Most recently, I loved my neighborhood. Every morning, friends passed by our corner on their way to school. We’d hurry up tying our shoes to join them. Of the thousands who evacuated to the towns surrounding Lafayette, a handful are from my street. We fled on the buddy system and hooked up when we got here. We’ve met for pizza and seen ourselves in each other, and we’ve drawn some comfort from that. When the levees broke and the water continued to rise, it became more difficult to speak to each other about our plans and how long we could hold on.

I haven’t told you about Katy Reckdahl. She’s a Gambit reporter who writes about the hardest-hit citizens of New Orleans, including those who put themselves on the trigger side of a gun. She cares about all kinds of people. She knows this city better than most.

On the Saturday when I was driving my kids out of the city, she was having her first child, a boy, in Touro Infirmary. For days, all I knew was that they were moving people from floor to floor in Touro, and then that they had evacuated them, along with others stranded in hospitals with no air conditioning and sealed windows, generators running out of gas.

Where was Katy?

On the Times-Picayune’s web site, stories like mine piled on top of each other. Looking for grandfather. Want to hear from my friend. What do you know?

A couple hundred miles away, we have new household decisions to make. “I’m getting pretty bored of not having school,” my 7-year-old daughter announced. A week ago, her life was filled with first-day-of-school excitement. Now, there’s maybe a Catholic girl’s academy. The public schools are also taking in the children of New Orleans. My wife returned from a registration session, speaking through tears about the warmth and efficiency.

I also have a 4-year-old son. “Did you see this?” my wife said, holding a book he’d made weeks ago, before this hurricane had begun to form. He had drawn the pictures and recited the story, and my wife had taken his dictation. It was titled “Miles and the Sun!” and it goes like this:

“One spring day, Miles came out of his house in New Orleans. The sun was happy to see Miles. The sun was wearing sunglasses. Miles moved to his new house and the sun got very very hot. Now it was even hotter! A fearful wild storm came with lots of monsters. Luckily Miles wasn’t in it. The water splashed all over it.”

The drawing for that last page was all deep, hard-pressed scribbles.

Last night, he sat on my lap and looked at the tv and the people walking through the water. “Are those the people who didn’t evacuate?” he asked, carefully enunciating his new word.

We’re staying with friends who just keep saying “as long as it takes.” Last night, one of their neighbors showed up with smothered steak, rice and gravy, cabbage and sausage, and bread pudding. Another showed up with margaritas.

New Orleans is gone, and I can’t say when it will come back. My neighborhood, my job, all of it might somehow return.

Yet I don’t know what a rebuilt New Orleans will look like, and I don’t know if I’ll be there for it. For now, we’re living on the generosity of others. That’s what it’s like to be a refugee. You never know what’s next.

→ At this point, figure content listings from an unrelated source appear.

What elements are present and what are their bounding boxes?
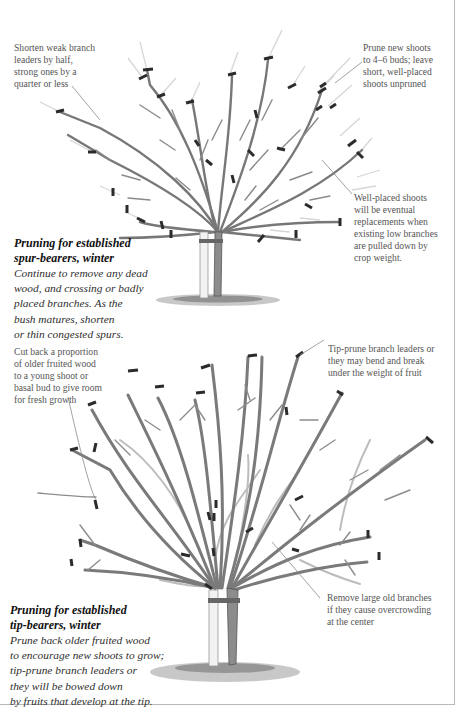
caption-spur-bearers-body: Continue to remove any dead wood, and cr… [14, 266, 148, 342]
annotation-cut-back-older-wood: Cut back a proportion of older fruited w… [14, 346, 102, 406]
bottom-tree-tie [208, 598, 240, 603]
caption-tip-bearers-title: Pruning for established tip-bearers, win… [10, 603, 164, 633]
top-tree-branches [60, 60, 362, 240]
caption-spur-bearers: Pruning for established spur-bearers, wi… [14, 236, 148, 342]
caption-tip-bearers: Pruning for established tip-bearers, win… [10, 603, 164, 709]
annotation-prune-new-shoots: Prune new shoots to 4–6 buds; leave shor… [363, 42, 433, 90]
top-tree-tie [199, 239, 223, 243]
annotation-replacement-shoots: Well-placed shoots will be eventual repl… [354, 192, 438, 264]
caption-spur-bearers-title: Pruning for established spur-bearers, wi… [14, 236, 148, 266]
top-tree-twigs [96, 100, 330, 210]
caption-tip-bearers-body: Prune back older fruited wood to encoura… [10, 633, 164, 709]
annotation-remove-old-branches: Remove large old branches if they cause … [327, 592, 432, 628]
annotation-tip-prune-leaders: Tip-prune branch leaders or they may ben… [328, 343, 434, 379]
annotation-shorten-leaders: Shorten weak branch leaders by half, str… [14, 42, 95, 90]
top-tree-cut-marks [56, 57, 363, 242]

Michael Tisserand is the editor of Gambit Weekly. He is currently living in Carencro, La., at the home of Scott Jordan, the editor of Lafayette’s Independent Weekly. He can be reached at michaeltisserand@yahoo.com.

After Tisserand wrote this story, Katy Reckdahl was located, safe with her new baby in Arizona. The owners of the Gambit told the Association of Alternative Newsweeklies that, although the paper will probably not publish again at least through 2005, they are optimistic that the Gambit and New Orleans will recover. (The paper’s main computer servers were moved to safe ground before the weekly’s offices were — they assume — covered by the floodwaters.) AAN has organized a relief effort for the Gambit and its employees and is posting news on the whereabouts of those displaced. Many AAN member papers have already donated to the fund, and checks should go out to Gambit employees within the week. Fort Worth Weekly and other papers have offered jobs and housing to the New Orleans paper’s employees who relocate to their cities.